Trump’s Foreign Policy: All Coercion, No Diplomacy

Originally appeared at The American Conservative.

Matt Lee reports on the Trump administration obsessive use of sanctions:

Call it the diplomacy of coercion.

The Trump administration is aggressively pursuing economic sanctions as a primary foreign policy tool to an extent unseen in decades, or perhaps ever. Many are questioning the results even as officials insist the penalties are achieving their aims.

It is true that the Trump administration is using economic coercion as its default approach to almost everything, but there doesn’t appear to be any diplomacy involved. There is such a thing as “coercive diplomacy,” but there is no evidence that Trump and his officials understand the first thing about it. An administration that genuinely wanted to secure lasting diplomatic agreements with other states would apply pressure only as a means to a specific, achievable goal, but with this administration they are waging purely destructive economic wars that the targeted states cannot end without capitulating. The “maximum pressure” description implies an unwillingness to relieve pressure short of the other side’s surrender.

It is not just that it is a “combination of more sticks and fewer carrots.” The Trump administration’s policies are all punishment and no reward. In the case of Iran, it could hardly be otherwise when the administration chose to penalize Iran with sanctions for daring to comply with a multilateral nonproliferation agreement. Iran behaved constructively and acceded to the demands of the P5+1 four years ago, and in return for their cooperation they have been subjected to a grueling economic war despite fully complying with their commitments. When our government punishes another state for doing what previous administrations wanted them to do, no amount of punishment could force that state to trust our government a second time.

The administration approaches each case in the same way: they impose penalties, they make threats, they offer no incentives, and they make outrageous, far-fetched demands that no government would ever accept. Trump handles the trade wars in much the same way that he handles the “maximum pressure” campaigns against intransigent governments, and he fails every time because he can’t conceive of a mutually beneficial agreement and therefore refuses to compromise. Trump’s “diplomacy” is no diplomacy at all, but a series of insults, sanctions, tariffs, and threats that achieve nothing except to cause disruption and pain. Unsurprisingly, a pressure campaign that is aimed at toppling a government or forcing it to give up everything it has cannot be successful on its own terms as long as the targeted government chooses to resist, and the stakes for the targeted government will always higher than they are for the administration. In a contest of wills, the party that is fighting to preserve itself has the advantage.

Daniel Larison is a senior editor at The American Conservative, where he also keeps a solo blog. He has been published in the New York Times Book Review, Dallas Morning News, Orthodox Life, Front Porch Republic, The American Scene, and Culture11, and is a columnist for The Week. He holds a PhD in history from the University of Chicago, and resides in Dallas. Follow him on Twitter. This article is reprinted from The American Conservative with permission.

4 thoughts on “Trump’s Foreign Policy: All Coercion, No Diplomacy”

  1. All that the orange moron cares about is making headlines and getting more rich and famous.

  2. Why don’t the mainstream news-media ever note—at least not during my three decades of news/commentary consumption—that one of the main reasons the Iranian Revolution occurred was due to foreign oil companies, notably those of the U.S., exploiting their resources? I understand that it was a profit-losing lesson learned by the oilmen CEOs that they would never allow to happen to them again, by way of accessing always-willing domestic political thus military muscle. … If American/Western oil companies are against Iran, then so are those governments and by extension via news-media so are the citizens.
    (Frank Sterle Jr.)

    1. Well, I’d say it goes back to the USA overthrowing the legitimate secular government of Iran back in 1953, and installing an American puppet, the Shah, who of course was happy to let Western oil companies run amok in Iran. If he hadn’t, the CIA would have quickly replaced him with another patsy. (The USA also overthrew the legitimate gov’t of Guatemala in the same year, strictly to benefit American fruit companies. And if memory serves, they went through about 3 or 4 candidates for leader before they found a complete sellout/traitor they were happy with.) So yeah, the Iranian people didn’t like having their country’s resources exploited by foreign companies, and they also didn’t appreciate the stooge sitting on the throne who had been put there explicitly by the USA to facilitate that.

      It’s a bit of a black eye to the national reputation, if you care about that kind of thing (Dick Cheney does, I don’t.) The “hostage crisis” from ’79 was played up much more than the reasons the Iranians revolted, plus, have you ever seen a news program in the last 30 years which honestly and accurately breaks down causality?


EXERCISE OBJECTIVE
Send back all of the records, each one exactly as written.

INFORMATION SHOWN
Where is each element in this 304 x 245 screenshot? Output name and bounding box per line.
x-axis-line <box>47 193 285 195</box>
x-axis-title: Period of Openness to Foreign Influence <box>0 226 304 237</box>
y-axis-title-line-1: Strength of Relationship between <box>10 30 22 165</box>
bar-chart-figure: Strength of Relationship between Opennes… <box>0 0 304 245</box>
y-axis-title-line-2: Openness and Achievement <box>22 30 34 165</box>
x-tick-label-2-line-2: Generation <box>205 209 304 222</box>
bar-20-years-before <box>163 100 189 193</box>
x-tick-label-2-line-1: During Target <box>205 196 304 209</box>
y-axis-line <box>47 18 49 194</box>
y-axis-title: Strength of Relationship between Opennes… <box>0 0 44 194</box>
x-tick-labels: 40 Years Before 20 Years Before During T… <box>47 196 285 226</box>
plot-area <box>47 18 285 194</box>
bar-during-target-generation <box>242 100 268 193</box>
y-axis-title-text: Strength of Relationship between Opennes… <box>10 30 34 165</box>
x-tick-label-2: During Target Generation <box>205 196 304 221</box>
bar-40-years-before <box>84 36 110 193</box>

REPLY
Where is each element in this 304 x 245 screenshot? Output name and bounding box per line.
x-axis-line <box>47 193 285 195</box>
x-axis-title: Period of Openness to Foreign Influence <box>0 226 304 237</box>
y-axis-title-line-1: Strength of Relationship between <box>10 30 22 165</box>
bar-chart-figure: Strength of Relationship between Opennes… <box>0 0 304 245</box>
y-axis-title-line-2: Openness and Achievement <box>22 30 34 165</box>
x-tick-label-2-line-2: Generation <box>205 209 304 222</box>
bar-20-years-before <box>163 100 189 193</box>
x-tick-label-2-line-1: During Target <box>205 196 304 209</box>
y-axis-line <box>47 18 49 194</box>
y-axis-title: Strength of Relationship between Opennes… <box>0 0 44 194</box>
x-tick-labels: 40 Years Before 20 Years Before During T… <box>47 196 285 226</box>
plot-area <box>47 18 285 194</box>
bar-during-target-generation <box>242 100 268 193</box>
y-axis-title-text: Strength of Relationship between Opennes… <box>10 30 34 165</box>
x-tick-label-2: During Target Generation <box>205 196 304 221</box>
bar-40-years-before <box>84 36 110 193</box>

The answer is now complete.